Ah, Amway...
Amway was responsible for my first oh-my-God-I'm-in-a-room-full-of-nuts situation. In my wayward youth I dropped out of college for a while and managed a convenience store. It didn't take long for me to start looking around for some more rewarding employment. This regular customer came in one day and mentioned this vague "business opportunity" he was getting involved in. In a "what the heck?" moment I accepted his invitation to go to an upcoming meeting as his guest. We went to this big function hall. You had to practically climb over the speaker's big expensive car parked right in front of the entrance to get in; I think this was designed to fill us with envy and longing for wealth and money. The guy was super slick of course, he came off as a nice version of the Alec Baldwin character in Glengarry Glen Ross.
My skeptical reflexes were nowhere near as developed as they are today, but even then the Amway pitch seemed problematic to me. The first thing that made me suspicious was that the speaker spent only a few minutes talking about Amway products, and devoted the rest of the time on how we could recruit others to the cause and how much money we'd make at it. It occured to me that unless someone somewhere actually sold something once in a while, where did the money come from? Afterward, my host immediately asked, "What was the best thing you liked about the presentation?" You know, to get me focused on the positive. Then he introduced me to a higher-up, who asked the exact same question in the exact same words. That's when I started to get creeped out -- it became obvious they actually train these guys in this stuff, even the casual small talk. I gotta give my younger self a bit of cred for the way I handled things; I remained non-commital enough to escape the evening unscathed, and resisted the increasingly frantic follow-up phone calls I received over the next couple of weeks. I suppose some good came out of it though -- it helped me see how limited my career options would be without a college education, so I went back and eventually finished my degree.
Since then, I've had several friends start in with the tell-tale pitch, which always begins something like "We're having some friends over to discuss a business opportunity." I learned from the seminar that they tell you not to explicitly mention Amway at first in case your guests are "close minded" about the company and may be under the delusion that they are, oh I don't know, a pyramid scheme or something. I always respond with "Sure, I'll come over. But at the first mention of Amway I will immediately walk out and never speak to you again." That usually ends the conversation on the spot.
BTW, I once heard that Amway is the fastest-growning American business in Japan. I have no idea whether that's true, but if it is, I guess you could consider it the long-delayed sequel to Fat Man and Little Boy.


**Task item**. What lines in the data below mention the string "ticks"? Copy them out.

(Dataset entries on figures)
========================================================================

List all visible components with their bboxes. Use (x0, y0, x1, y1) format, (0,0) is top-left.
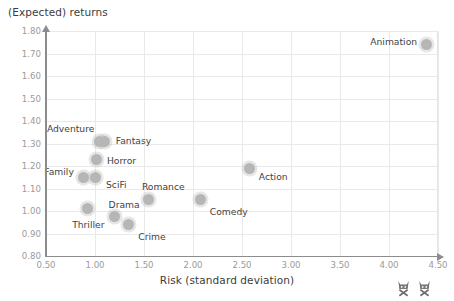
data-point-label: Drama (109, 199, 140, 210)
data-point-label: Action (259, 171, 288, 182)
grid-line-horizontal (46, 121, 438, 122)
y-axis-tick-label: 1.70 (1, 49, 41, 59)
y-axis-tick-label: 0.90 (1, 229, 41, 239)
grid-line-horizontal (46, 99, 438, 100)
y-axis-tick-label: 0.80 (1, 251, 41, 261)
y-axis-tick-label: 1.00 (1, 206, 41, 216)
scatter-chart: (Expected) returns Risk (standard deviat… (0, 0, 454, 301)
data-point[interactable] (244, 163, 255, 174)
x-axis-tick-label: 2.50 (232, 260, 251, 270)
grid-line-horizontal (46, 189, 438, 190)
grid-line-horizontal (46, 31, 438, 32)
data-point[interactable] (91, 154, 102, 165)
data-point[interactable] (143, 194, 154, 205)
grid-line-horizontal (46, 76, 438, 77)
data-point[interactable] (421, 39, 432, 50)
x-axis-tick-label: 4.50 (428, 260, 447, 270)
cat-face-icon (417, 278, 432, 297)
x-axis-tick-label: 3.50 (330, 260, 349, 270)
x-axis-line (45, 256, 439, 258)
plot-area: AnimationActionComedyRomanceAdventureFan… (46, 31, 438, 256)
data-point[interactable] (109, 211, 120, 222)
data-point-label: Crime (138, 231, 165, 242)
x-axis-tick-label: 1.50 (134, 260, 153, 270)
data-point-label: Family (44, 166, 74, 177)
y-axis-tick-label: 1.60 (1, 71, 41, 81)
data-point-label: Thriller (72, 219, 104, 230)
x-axis-title: Risk (standard deviation) (0, 274, 454, 286)
grid-line-vertical (438, 31, 439, 256)
y-axis-line (45, 31, 47, 257)
data-point[interactable] (195, 194, 206, 205)
x-axis-tick-label: 0.50 (36, 260, 55, 270)
data-point[interactable] (90, 172, 101, 183)
grid-line-horizontal (46, 54, 438, 55)
y-axis-tick-labels: 0.800.901.001.101.201.301.401.501.601.70… (0, 0, 41, 301)
data-point-label: SciFi (106, 179, 127, 190)
x-axis-tick-label: 3.00 (281, 260, 300, 270)
y-axis-tick-label: 1.40 (1, 116, 41, 126)
data-point-label: Animation (370, 36, 417, 47)
y-axis-tick-label: 1.10 (1, 184, 41, 194)
data-point[interactable] (82, 203, 93, 214)
y-axis-arrow-icon (42, 25, 50, 32)
y-axis-tick-label: 1.20 (1, 161, 41, 171)
data-point[interactable] (123, 219, 134, 230)
grid-line-horizontal (46, 234, 438, 235)
grid-line-horizontal (46, 166, 438, 167)
data-point-label: Fantasy (116, 135, 151, 146)
cat-face-icon (396, 278, 411, 297)
y-axis-tick-label: 1.30 (1, 139, 41, 149)
data-point[interactable] (78, 172, 89, 183)
y-axis-tick-label: 1.80 (1, 26, 41, 36)
data-point-label: Comedy (210, 206, 248, 217)
data-point-label: Adventure (47, 123, 95, 134)
corner-decorations (396, 278, 432, 297)
x-axis-tick-label: 2.00 (183, 260, 202, 270)
data-point-label: Horror (107, 155, 136, 166)
x-axis-tick-label: 1.00 (85, 260, 104, 270)
data-point-label: Romance (142, 181, 185, 192)
y-axis-tick-label: 1.50 (1, 94, 41, 104)
data-point[interactable] (99, 136, 110, 147)
x-axis-tick-label: 4.00 (379, 260, 398, 270)
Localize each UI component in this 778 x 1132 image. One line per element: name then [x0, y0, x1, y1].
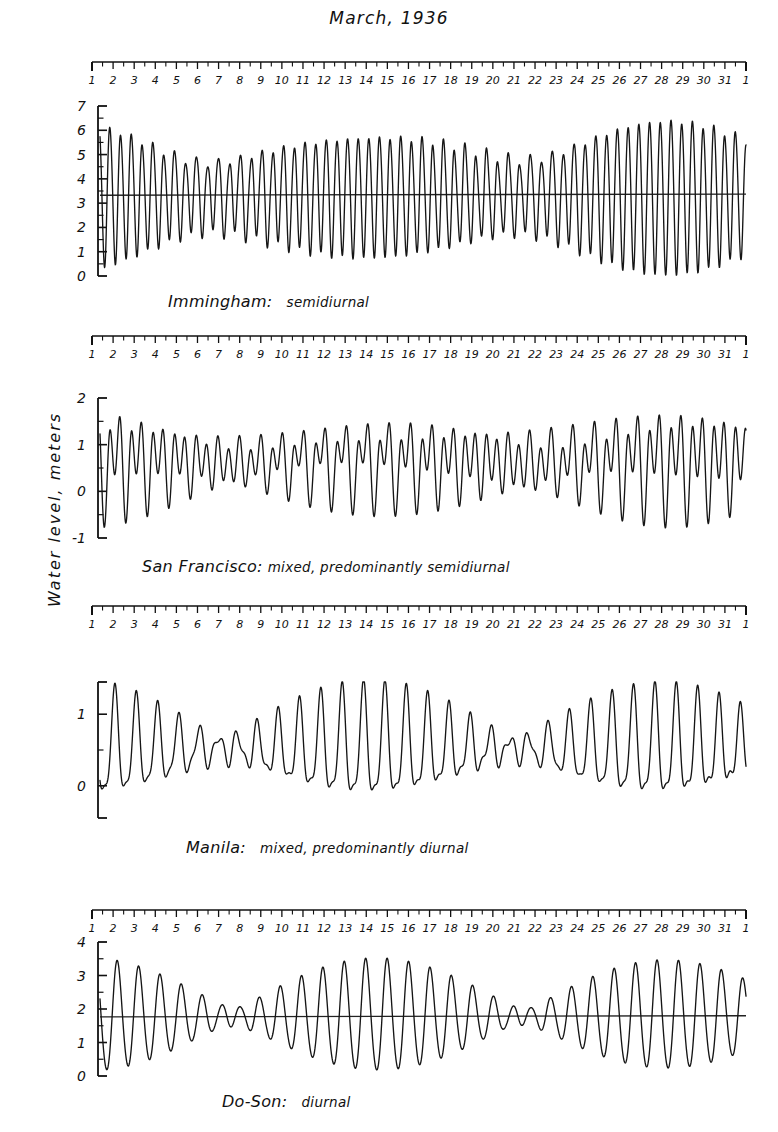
svg-text:21: 21: [507, 348, 521, 361]
svg-text:3: 3: [131, 922, 138, 935]
svg-text:30: 30: [697, 618, 711, 631]
svg-text:1: 1: [77, 706, 86, 722]
svg-text:27: 27: [634, 618, 648, 631]
svg-text:15: 15: [380, 618, 394, 631]
svg-text:29: 29: [676, 74, 690, 87]
svg-text:14: 14: [359, 348, 373, 361]
svg-text:5: 5: [173, 348, 180, 361]
svg-text:3: 3: [131, 74, 138, 87]
caption-kind-san-francisco: mixed, predominantly semidiurnal: [268, 559, 510, 575]
svg-text:22: 22: [528, 922, 542, 935]
svg-text:19: 19: [465, 348, 479, 361]
svg-text:18: 18: [444, 74, 458, 87]
svg-text:0: 0: [77, 268, 86, 284]
svg-text:16: 16: [401, 922, 415, 935]
svg-text:3: 3: [131, 348, 138, 361]
svg-text:13: 13: [338, 618, 352, 631]
svg-text:21: 21: [507, 922, 521, 935]
svg-text:25: 25: [591, 618, 605, 631]
svg-text:8: 8: [236, 348, 243, 361]
svg-text:27: 27: [634, 74, 648, 87]
svg-text:8: 8: [236, 922, 243, 935]
svg-text:6: 6: [194, 74, 201, 87]
svg-text:22: 22: [528, 618, 542, 631]
svg-text:16: 16: [401, 74, 415, 87]
svg-text:21: 21: [507, 74, 521, 87]
svg-text:23: 23: [549, 618, 563, 631]
svg-text:19: 19: [465, 922, 479, 935]
svg-text:18: 18: [444, 922, 458, 935]
svg-text:6: 6: [194, 618, 201, 631]
svg-text:25: 25: [591, 348, 605, 361]
svg-text:18: 18: [444, 348, 458, 361]
svg-text:8: 8: [236, 618, 243, 631]
day-scale-immingham: 1234567891011121314151617181920212223242…: [88, 52, 750, 92]
svg-text:23: 23: [549, 348, 563, 361]
svg-text:24: 24: [570, 922, 584, 935]
svg-text:21: 21: [507, 618, 521, 631]
svg-text:17: 17: [423, 348, 437, 361]
svg-text:7: 7: [215, 348, 222, 361]
svg-text:9: 9: [257, 74, 264, 87]
svg-text:26: 26: [612, 348, 626, 361]
svg-text:7: 7: [215, 74, 222, 87]
svg-text:26: 26: [612, 922, 626, 935]
svg-text:29: 29: [676, 618, 690, 631]
svg-text:13: 13: [338, 922, 352, 935]
svg-text:17: 17: [423, 618, 437, 631]
panel-manila: 10: [52, 676, 752, 824]
svg-text:25: 25: [591, 922, 605, 935]
svg-text:15: 15: [380, 348, 394, 361]
svg-text:24: 24: [570, 618, 584, 631]
caption-do-son: Do-Son:diurnal: [222, 1092, 351, 1111]
svg-text:10: 10: [275, 618, 289, 631]
svg-text:31: 31: [718, 74, 732, 87]
caption-kind-do-son: diurnal: [301, 1094, 350, 1110]
svg-text:1: 1: [77, 437, 86, 453]
caption-place-do-son: Do-Son:: [222, 1092, 287, 1111]
svg-text:10: 10: [275, 348, 289, 361]
day-scale-san-francisco: 1234567891011121314151617181920212223242…: [88, 326, 750, 366]
svg-text:14: 14: [359, 922, 373, 935]
svg-text:13: 13: [338, 74, 352, 87]
svg-text:16: 16: [401, 348, 415, 361]
svg-text:1: 1: [89, 348, 96, 361]
svg-text:29: 29: [676, 348, 690, 361]
svg-text:31: 31: [718, 618, 732, 631]
svg-text:22: 22: [528, 74, 542, 87]
svg-text:9: 9: [257, 922, 264, 935]
svg-text:4: 4: [77, 171, 86, 187]
caption-place-immingham: Immingham:: [168, 292, 273, 311]
svg-text:2: 2: [77, 219, 86, 235]
svg-text:20: 20: [486, 922, 500, 935]
svg-text:1: 1: [743, 922, 750, 935]
svg-text:28: 28: [655, 74, 669, 87]
svg-text:15: 15: [380, 74, 394, 87]
svg-text:8: 8: [236, 74, 243, 87]
svg-text:0: 0: [77, 1068, 86, 1084]
svg-text:7: 7: [215, 922, 222, 935]
svg-text:1: 1: [77, 1035, 86, 1051]
svg-text:4: 4: [77, 934, 86, 950]
svg-text:9: 9: [257, 618, 264, 631]
svg-text:20: 20: [486, 348, 500, 361]
svg-text:11: 11: [296, 922, 310, 935]
svg-text:11: 11: [296, 348, 310, 361]
svg-text:28: 28: [655, 348, 669, 361]
caption-place-san-francisco: San Francisco:: [142, 557, 263, 576]
svg-text:7: 7: [215, 618, 222, 631]
svg-text:10: 10: [275, 74, 289, 87]
svg-text:30: 30: [697, 348, 711, 361]
svg-text:19: 19: [465, 618, 479, 631]
svg-text:3: 3: [77, 195, 86, 211]
svg-text:2: 2: [110, 74, 117, 87]
svg-text:5: 5: [173, 618, 180, 631]
svg-text:15: 15: [380, 922, 394, 935]
figure-title: March, 1936: [0, 8, 778, 28]
svg-text:23: 23: [549, 74, 563, 87]
svg-text:17: 17: [423, 74, 437, 87]
svg-text:5: 5: [77, 147, 86, 163]
svg-text:31: 31: [718, 348, 732, 361]
svg-text:28: 28: [655, 922, 669, 935]
day-scale-manila: 1234567891011121314151617181920212223242…: [88, 596, 750, 636]
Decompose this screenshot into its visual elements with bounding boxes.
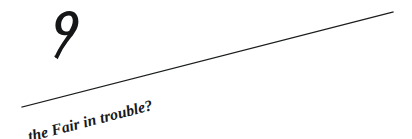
caption: the Fair in trouble? <box>26 96 155 139</box>
caption-text: the Fair in trouble? <box>26 97 154 139</box>
stylized-nine-glyph-tail <box>54 56 58 60</box>
page-canvas: the Fair in trouble? <box>0 0 412 139</box>
stylized-nine-glyph-icon <box>50 8 84 60</box>
stylized-nine-glyph-path <box>55 11 79 59</box>
diagonal-rule-line <box>22 12 393 107</box>
stylized-nine-glyph-svg <box>50 8 84 60</box>
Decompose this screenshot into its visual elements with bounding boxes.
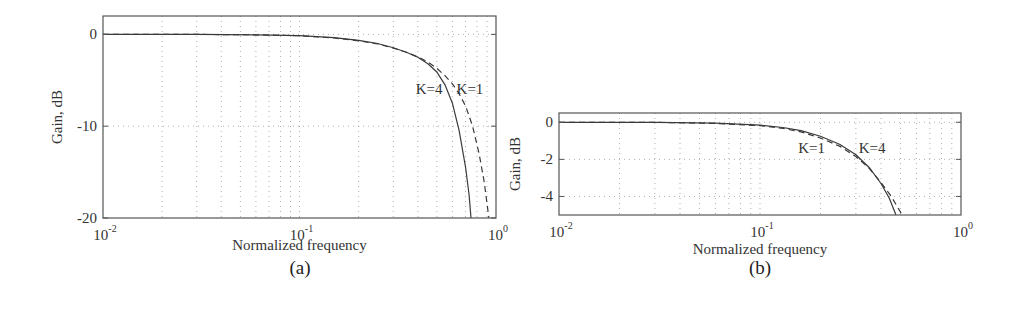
- curve-annotation: K=4: [859, 140, 886, 156]
- series-line-k4: [559, 122, 896, 215]
- chart-panel-b: 0-2-410-210-1100Normalized frequencyGain…: [0, 0, 1019, 316]
- x-axis-label: Normalized frequency: [693, 241, 828, 257]
- grid-lines: [559, 113, 961, 215]
- y-tick-label: -2: [541, 151, 554, 167]
- series-line-k1: [559, 122, 902, 215]
- y-tick-label: 0: [546, 114, 554, 130]
- y-axis-label: Gain, dB: [507, 137, 523, 191]
- x-tick-label: 100: [953, 220, 973, 240]
- x-tick-label: 10-1: [750, 220, 773, 240]
- y-tick-label: -4: [541, 188, 554, 204]
- chart-b-canvas: 0-2-410-210-1100Normalized frequencyGain…: [0, 0, 1019, 316]
- caption-b: (b): [749, 257, 771, 279]
- x-tick-label: 10-2: [549, 220, 572, 240]
- curve-annotation: K=1: [798, 140, 825, 156]
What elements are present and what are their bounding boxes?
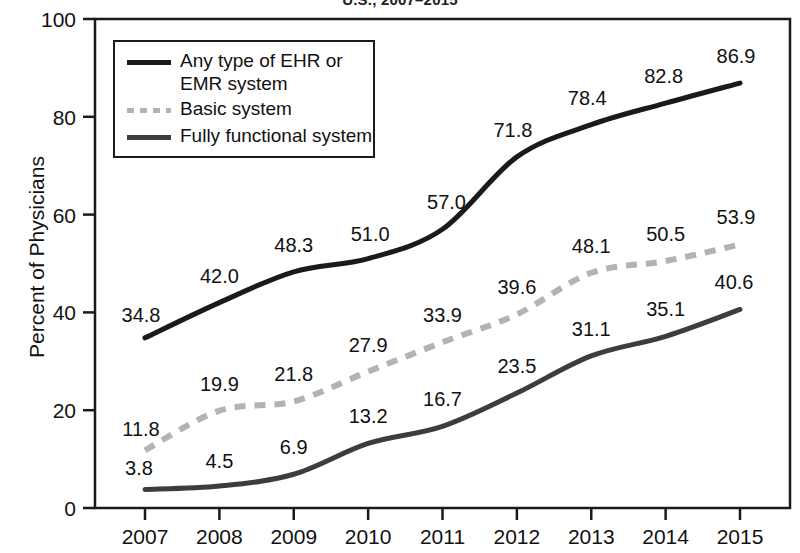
data-point-label: 40.6 — [715, 271, 754, 293]
y-tick-label: 100 — [41, 8, 76, 31]
x-tick-label: 2009 — [270, 525, 317, 548]
legend-swatch-basic-icon — [127, 108, 171, 113]
x-tick-label: 2013 — [568, 525, 615, 548]
data-point-label: 23.5 — [497, 355, 536, 377]
data-point-label: 11.8 — [122, 418, 159, 440]
x-tick-label: 2010 — [345, 525, 392, 548]
x-axis-ticks: 200720082009201020112012201320142015 — [122, 508, 764, 548]
data-point-label: 50.5 — [646, 223, 685, 245]
x-tick-label: 2008 — [196, 525, 243, 548]
data-point-label: 48.3 — [274, 234, 313, 256]
legend-label-any-ehr-line2: EMR system — [180, 73, 288, 94]
y-tick-label: 60 — [53, 204, 76, 227]
y-tick-label: 20 — [53, 399, 76, 422]
chart-legend: Any type of EHR or EMR system Basic syst… — [113, 40, 375, 158]
data-point-label: 4.5 — [205, 450, 233, 472]
data-point-label: 42.0 — [200, 265, 239, 287]
data-point-label: 27.9 — [349, 334, 388, 356]
x-tick-label: 2012 — [494, 525, 541, 548]
data-point-label: 19.9 — [200, 373, 239, 395]
data-point-label: 35.1 — [646, 298, 685, 320]
data-point-label: 53.9 — [717, 206, 756, 228]
x-tick-label: 2014 — [642, 525, 689, 548]
data-point-label: 86.9 — [717, 45, 756, 67]
legend-item-basic: Basic system — [115, 97, 373, 120]
data-point-label: 51.0 — [351, 223, 390, 245]
data-point-label: 39.6 — [497, 276, 536, 298]
legend-label-fully-functional: Fully functional system — [180, 124, 372, 147]
data-point-label: 21.8 — [274, 363, 313, 385]
data-point-label: 34.8 — [122, 304, 161, 326]
legend-item-any-ehr: Any type of EHR or EMR system — [115, 49, 373, 95]
legend-label-any-ehr: Any type of EHR or EMR system — [180, 49, 343, 95]
data-point-label: 16.7 — [423, 388, 462, 410]
x-tick-label: 2007 — [122, 525, 169, 548]
chart-figure: U.S., 2007–2015 020406080100 20072008200… — [0, 0, 800, 553]
data-point-label: 6.9 — [280, 436, 308, 458]
y-tick-label: 80 — [53, 106, 76, 129]
y-axis-title: Percent of Physicians — [25, 47, 49, 467]
x-tick-label: 2015 — [717, 525, 764, 548]
y-axis-ticks: 020406080100 — [41, 8, 95, 520]
data-point-label: 48.1 — [572, 235, 611, 257]
data-point-label: 71.8 — [493, 119, 532, 141]
data-point-label: 31.1 — [572, 318, 611, 340]
data-point-label: 13.2 — [349, 405, 388, 427]
x-tick-label: 2011 — [420, 525, 465, 548]
legend-swatch-any-ehr-icon — [127, 60, 171, 65]
data-point-label: 78.4 — [568, 87, 607, 109]
legend-label-any-ehr-line1: Any type of EHR or — [180, 50, 343, 71]
data-point-label: 3.8 — [125, 457, 153, 479]
legend-item-fully-functional: Fully functional system — [115, 124, 373, 147]
data-point-label: 33.9 — [423, 304, 462, 326]
legend-label-basic: Basic system — [180, 97, 292, 120]
data-point-label: 82.8 — [644, 65, 683, 87]
legend-swatch-fully-functional-icon — [127, 135, 171, 140]
data-point-label: 57.0 — [427, 191, 466, 213]
y-tick-label: 0 — [64, 497, 76, 520]
y-tick-label: 40 — [53, 301, 76, 324]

========================================================================

**Result of the task**.
x-axis-ticks: 200720082009201020112012201320142015 — [122, 508, 764, 548]
y-axis-ticks: 020406080100 — [41, 8, 95, 520]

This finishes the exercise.